This bill mandates the Secretary of Veterans Affairs to report to Congress on the prevalence, support, and research efforts related to Amyotrophic Lateral Sclerosis (ALS) among veterans.
Jason Crow
Representative
CO-6
The Veterans with ALS Reporting Act requires the Secretary of Veterans Affairs to submit a comprehensive report to Congress on the prevalence of Amyotrophic Lateral Sclerosis (ALS) among veterans. This report must detail current support resources, identify gaps, and propose plans for reducing ALS incidence and improving clinical trial access for affected veterans. The VA will also be required to continuously track ALS rates using the CDC's existing registry.
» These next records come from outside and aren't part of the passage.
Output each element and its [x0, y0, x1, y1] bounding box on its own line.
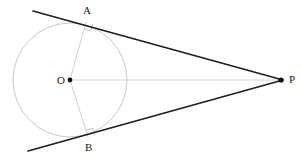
upper-tangent-line: [33, 11, 283, 80]
point-label-P: P: [289, 74, 295, 85]
point-label-B: B: [85, 142, 92, 153]
point-dot-O: [68, 78, 73, 83]
point-label-A: A: [83, 5, 91, 16]
lower-tangent-line: [28, 80, 283, 151]
point-dot-P: [278, 77, 283, 82]
tangent-lines-group: [28, 11, 283, 151]
point-label-O: O: [57, 75, 65, 86]
radius-OA-line: [70, 22, 86, 80]
radius-OB-line: [70, 80, 88, 137]
geometry-figure: O A B P: [0, 0, 302, 163]
geometry-canvas: [0, 0, 302, 163]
The Veterans with ALS Reporting Act requires the Department of Veterans Affairs (VA) to get serious about Amyotrophic Lateral Sclerosis (ALS), often called Lou Gehrig’s disease, among former service members. Essentially, this bill mandates a comprehensive, data-driven deep dive into how ALS affects the veteran community and what the government is actually doing about it.
Within one year, the Secretary of Veterans Affairs must submit a detailed report to Congress, created in consultation with the Director of the Centers for Disease Control and Prevention (CDC). This isn't just a quick memo; it has to include an evaluation of how common ALS is among veterans, a description of all the support and resources the VA and CDC currently offer, and, critically, a description of any weaknesses found in those resources. If you're a veteran dealing with ALS right now, this is the part that matters—it forces the VA to look critically at where their support is falling short.
Beyond the basic evaluation, the bill pushes the VA toward concrete action. The required report must include two major plans. First, a plan for creating and testing methods intended to reduce the number of new ALS cases and the overall rate of the disease among veterans. This means moving beyond just treating the symptoms and into prevention and research. Second, the VA must detail a plan for how veterans receiving ALS care at VA clinics can easily join clinical trials and research sponsored by the VA. For veterans and their families, this could mean better access to cutting-edge treatments and a chance to contribute to finding a cure.
Perhaps the most important long-term provision is the mandate for continuous tracking. The VA must track the prevalence of ALS among veterans by utilizing the existing ALS registry and biorepository maintained by the CDC. This links the VA's data directly to a national system, ensuring a consistent and robust data set. This isn't a one-and-done report, either. The VA must send Congress an update to the initial report three years after the law is enacted, and then every three years after that, ensuring that the data collection and evaluation process remains a permanent fixture of VA operations. This ongoing requirement means the issue won't just fade away after the initial report is filed, providing continuous accountability and data to researchers and policymakers.